I found myself astray in a dark wood
where the straight road had been lost.
Dante, Inferno
Going to Columbia College changed my life the most. I stopped competing with the boy in the next desk and started competing with Aristotle and Plato, with Rousseau and Thoreau and Rimbaud.
In the middle of the journey of my life, after two years of college, I cast aside the mathematics and physics that had guided me and entered the dark wood of poetry and prose.
“Let’s see them get me to make a bomb out of this!” I chortled as I neatly wrecked my career.
Another big change in my life came from my struggle to learn Japanese.

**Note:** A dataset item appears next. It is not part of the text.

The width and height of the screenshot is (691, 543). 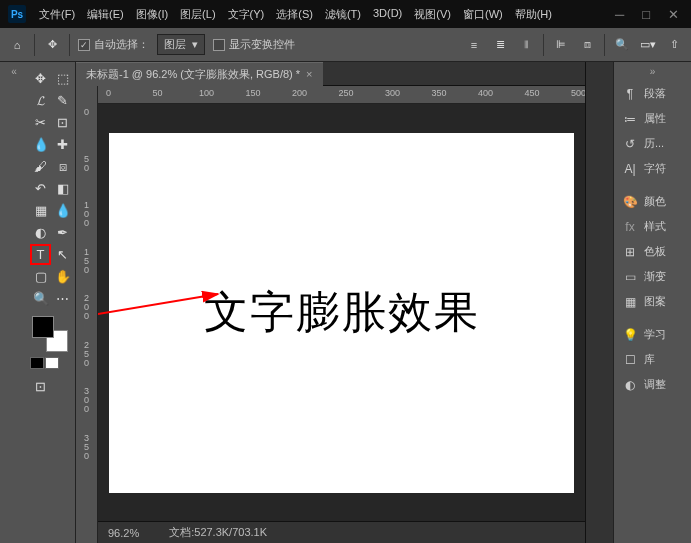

I was learning French while working in the language lab at Brown, which still used magnetic audiotape machines, and another fellow there was studying Japanese. “Hmm, an Asian language,” I mused. “I’m invulnerable, how hard can it be?” I’ll tell you how hard. After I spent six months studying the two 49-character alphabets and starting to memorize some of the 3,000 ideograms that form a basic education in that language, I hated to throw away all that time, so the following semester, I continued. Nowadays when I meet someone who is considering beginning to learn Japanese, I advise them not to start.
My then wife Kanako once asked me why I first came to Japan. I said that when I was a boy, I used to love reading science fiction and I always wanted to go to Mars. However, I realized that I wouldn’t get there in my lifetime so I came to Japan instead.
“What?!!!” she screeched.
“Just kidding,” I said, although I wasn’t. There are no aliens in science fiction stranger than the Japanese, and many science fiction books simply dress up the Tokugawa shoguns in fishbowl helmets and tell the stories that are now familiar to me.
I learned at seven that I was adopted and always wondered who I was, really, so I tried very hard to find that out. I ventured very far away from where I was born and the farther away I got, the easier I could see who I was and who I had become. I obsessively sought international experience and always wanted more than whatever was immediately available. I integrated into other cultures and kept my willingness to eat everything offered. It was only when I got to Japan that I learned what it was to be Jewish.
Why did I start to write these memoirs? One reason is that I have led a varied life and been by turns, auto mechanic, sous-chef, rock star (for 15 minutes), art collector, linguist, real-estate developer, lover, traveler, drunkard, and citizen. I want to tell some of my stories so I can see what drove me; I want to continue my life’s effort of getting far enough away from myself to see who I am.
Some would say that it’s about time.